Monday, September 20, 2010

Keynes - The General Theory - Chapter I

So we begin: "I have called this book the General Theory of Employment, Interest and Money , placing the emphasis on the prefix general." One of the criticisms of Keynes is that he paid too much attention to the Great Depression in writing A General Theory. Obviously an economist writing when Keynes did would have the latest recession firmly in mind, but by his own standard, we should be able to find, in his theory, a policy recommendation--even if that recommendation is to do nothing--for any situation which could confront those with monetary authority. If we can't find this, his theory is not general at all.

In a footnote, Keynes defines classical as it regards economics: "'The classical economists' was a name invented by Marx to cover Ricardo and James Mill and their predecessors, that is to say for the founders of the theory which culminated in the Ricardian economics. I have become accustomed, perhaps perpetrating a solecism, to include in 'the classical school' the followers of Ricardo, those, that is to say, who adopted and perfected the theory of the Ricardian economics, including (for example) J. S. Mill, Marshall, Edgeworth and Prof. Pigou."

I'm too ignorant to comment on the prudence of lumping all of these men together. Certainly Keynes was aware of differences of opinion among economists--he comments on them in the Preface. Still, the biggest oversight here might be in leaving out other schools; Mises was forgotten by his point, but are Schumpeter and Hayek--the latter of whom was well known by Keynes--to be thrown in with Marshall et. al.? Hayek's name appears in the index, so I suppose we shall see.

He continues: "I shall argue that the postulates of the classical theory are applicable to a special case only and not to the general case, the situation which it assumes being a limiting point of the possible positions of equilibrium." This is clumsily worded. He seems to be saying that the classical theory only deals with the economy as it exists in equilibrium--or, weaker yet, only a subset of this. I'm not sure what "the possible positions of equilibrium" could be.

More from Keynes: "Moreover, the characteristics of the special case assumed by the classical theory happen not to be those of the economic society which we actually live, with the result that its teaching is misleading and disastrous if we attempt to apply it to the facts of experience." In other words, equilibrium is a theoretical construction; in the real world, the economy is always moving toward of falling away from equilibrium, a point it never reaches because it is always changing.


• _WHAT NEEDS TO BE DONE_:
Images are to be skipped; everything else in the records must be repeated exactly.

• _TASK INPUT_:
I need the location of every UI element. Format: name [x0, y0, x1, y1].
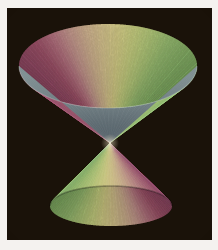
page-margin-right: [212, 0, 218, 250]
figure-root: [0, 0, 218, 250]
page-margin-left: [0, 0, 7, 250]
page-margin-top: [0, 0, 218, 8]
page-margin-bottom: [0, 240, 218, 250]
plot-frame: [7, 8, 212, 240]
double-cone-surface-plot: [7, 8, 212, 240]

• _EXERCISE ANSWER_:
I need the location of every UI element. Format: name [x0, y0, x1, y1].
page-margin-right: [212, 0, 218, 250]
figure-root: [0, 0, 218, 250]
page-margin-left: [0, 0, 7, 250]
page-margin-top: [0, 0, 218, 8]
page-margin-bottom: [0, 240, 218, 250]
plot-frame: [7, 8, 212, 240]
double-cone-surface-plot: [7, 8, 212, 240]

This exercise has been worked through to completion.